Since we don't have the platform information, I'm suspicious that you are working with a truly ancient (or do I mean buggy?) version of C. But I'm still at something of a loss to see how you get what you show - unless you're on a big-endian machine (I'm testing on Intel Mac with MacOS X 10.6.2) ...pause... on a SPARC machine running Solaris 10, without #include <stdio.h> and with long double test2 = 35.0;, I get:
gcc -O x.c -o x && ./x
x.c: In function 'main':
x.c:8: warning: incompatible implicit declaration of built-in function 'sprintf'
2|-22446048024026502740613283801712842727785152907992454451420278635613183447049251888877319095301502091725503415850736723945766334416305449970423980980099172087880564051243997662107950451281495566975073444407658980167407319222477077473080454782593800009947058951029590025152409694784570786541673131117073399808.000000|0
That's different; it also generates 321 characters of output, so there's a buffer overflow in there - it is better to use 'snprintf()' to prevent that from occurring. When things are declared properly, of course, I get the expected result.
So, can you post compilable code that shows your problem, instead of a snippet that does not? And can you identify your platform - machine type, operating system version, compiler version (and maybe C library version)?
Is dDistance of type double? It looks like your %f is only grabbing four bytes of a double and then the next four bytes are treated as an integer, the real integer value is then ignored.
This question is tagged C++; are you able to use std::ostringstream which would eliminate any possible problems with the conversion string?

sqrt(int_value + 0.0) -- Does it have a purpose?

while doing some homework in my very strange C++ book, which I've been told before to throw away, had a very peculiar code segment. I know homework stuff always throws in extra "mystery" to try to confuse you like indenting 2 lines after a single-statement for-loop.
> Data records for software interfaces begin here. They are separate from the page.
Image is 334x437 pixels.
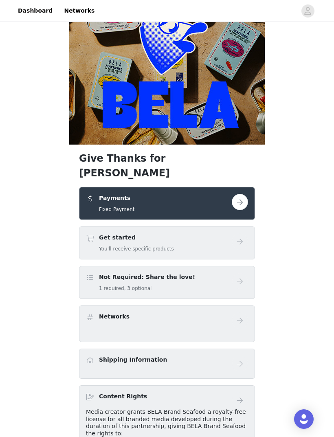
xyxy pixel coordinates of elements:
a: Networks [59,2,99,20]
h4: Get started [99,233,174,242]
h5: Fixed Payment [99,206,134,213]
h4: Not Required: Share the love! [99,273,195,281]
h4: Shipping Information [99,355,167,364]
div: Shipping Information [79,349,255,379]
div: Payments [79,187,255,220]
h5: 1 required, 3 optional [99,285,195,292]
span: Media creator grants BELA Brand Seafood a royalty-free license for all branded media developed du... [86,408,246,436]
div: Networks [79,305,255,342]
h4: Payments [99,194,134,202]
div: Open Intercom Messenger [294,409,314,429]
h1: Give Thanks for [PERSON_NAME] [79,151,255,180]
h4: Networks [99,312,129,321]
div: Not Required: Share the love! [79,266,255,299]
div: Get started [79,226,255,259]
h4: Content Rights [99,392,147,401]
div: avatar [304,4,311,18]
h5: You'll receive specific products [99,245,174,252]
a: Dashboard [13,2,57,20]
But this one I'm confused on because it seems to serve some real-purpose.
basically it is like this:
int counter=10;
...
if(pow(floor(sqrt(counter+0.0)),2) == counter)
...
I'm interested in this part especially:
sqrt(counter+0.0)
Is there some purpose to the +0.0? Is this the poormans way of doing a static cast to a double? Does this avoid some compiler warning on some compiler I do not use? The entire program printed the exact same thing and compiled without warnings on g++ whenever I left out the +0.0 part. Maybe I'm not using a weird enough compiler?
Edit:
Also, does gcc just break standard and not make an error for Ambiguous reference since sqrt can take 3 different types of parameters?
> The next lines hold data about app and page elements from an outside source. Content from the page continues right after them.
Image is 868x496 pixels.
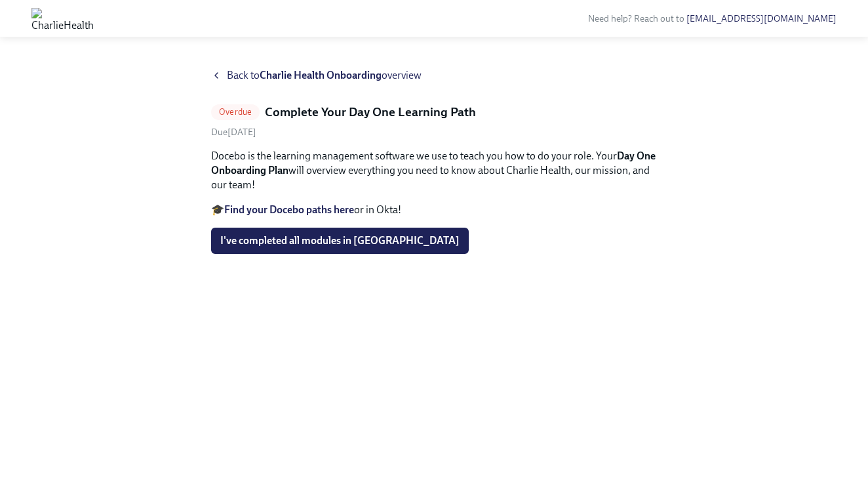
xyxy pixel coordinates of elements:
span: I've completed all modules in [GEOGRAPHIC_DATA] [220,234,460,247]
span: Back to overview [227,68,422,83]
p: Docebo is the learning management software we use to teach you how to do your role. Your will ove... [211,149,657,192]
strong: Day One Onboarding Plan [211,150,655,176]
a: Find your Docebo paths here [224,203,354,216]
img: CharlieHealth [31,8,93,29]
strong: Charlie Health Onboarding [259,69,382,81]
span: Overdue [211,107,259,116]
span: Friday, September 12th 2025, 10:00 am [211,127,257,137]
button: I've completed all modules in [GEOGRAPHIC_DATA] [211,228,468,254]
span: Need help? Reach out to [589,13,837,24]
a: [EMAIL_ADDRESS][DOMAIN_NAME] [687,13,837,24]
p: 🎓 or in Okta! [211,202,657,217]
h5: Complete Your Day One Learning Path [265,104,476,120]
a: Back toCharlie Health Onboardingoverview [211,68,657,83]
[earlz#EarlzBeta-~/projects/homework1] $ cat calc.cpp
#include <cmath>
int main(){
int counter=0;
sqrt(counter);
}
[earlz#EarlzBeta-~/projects/homework1] $ g++ calc.cpp
/usr/lib/libstdc++.so.47.0: warning: strcpy() is almost always misused, please use strlcpy()
/usr/lib/libstdc++.so.47.0: warning: strcat() is almost always misused, please use strlcat()
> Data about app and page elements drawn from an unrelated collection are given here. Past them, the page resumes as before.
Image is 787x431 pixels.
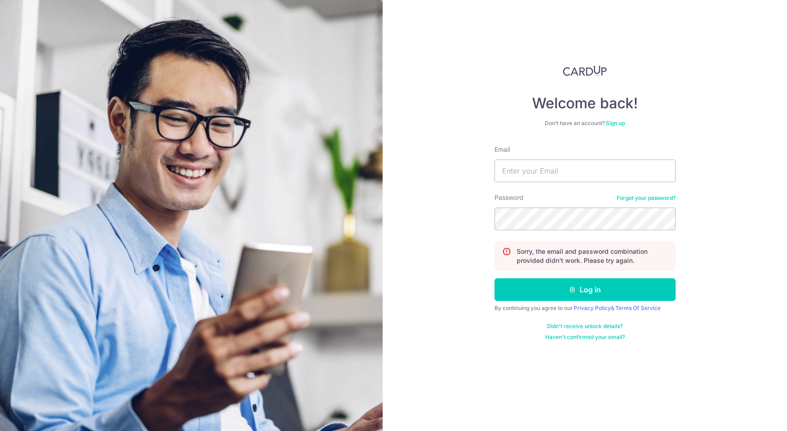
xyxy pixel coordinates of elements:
[517,247,668,265] p: Sorry, the email and password combination provided didn't work. Please try again.
[495,193,524,202] label: Password
[545,333,625,341] a: Haven't confirmed your email?
[495,120,676,127] div: Don’t have an account?
[606,120,625,126] a: Sign up
[495,159,676,182] input: Enter your Email
[615,304,661,311] a: Terms Of Service
[547,322,623,330] a: Didn't receive unlock details?
[563,65,607,76] img: CardUp Logo
[495,278,676,301] button: Log in
[574,304,611,311] a: Privacy Policy
[495,145,510,154] label: Email
[495,304,676,312] div: By continuing you agree to our &
[495,94,676,112] h4: Welcome back!
[617,194,676,202] a: Forgot your password?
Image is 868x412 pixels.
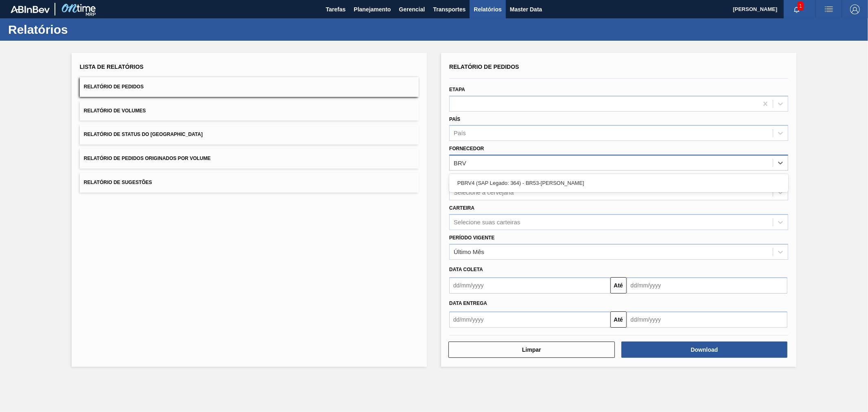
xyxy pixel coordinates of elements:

[earlz#EarlzBeta-~/projects/homework1] $
Also, here is the relevant part of my system libraries cmath I'm not too keen on templates, so I'm not sure what it's doing
using ::sqrt;
inline float
sqrt(float __x)
{ return __builtin_sqrtf(__x); }
inline long double
sqrt(long double __x)
{ return __builtin_sqrtl(__x); }
template<typename _Tp>
inline typename __gnu_cxx::__enable_if<__is_integer<_Tp>::__value,
double>::__type
sqrt(_Tp __x)
{ return __builtin_sqrt(__x);
Is this the poormans way of doing a static cast to a double?
Yes.
You can't call sqrt with an int as its parameter, because sqrt takes a float, double, or long double. You have to cast the int to one of those types, otherwise the call is ambiguous.
the reason for the expression counter + 0.0 is to explicitly make it a real number. if we donot add 0.0 the compiler will do implicit conversion
It's just another way to cast to a double. This is because sqrt doesn't accept ints. Because a double is higher it will merge the int into the 0.0. The same way can be done for converting from (int,double,float) to string.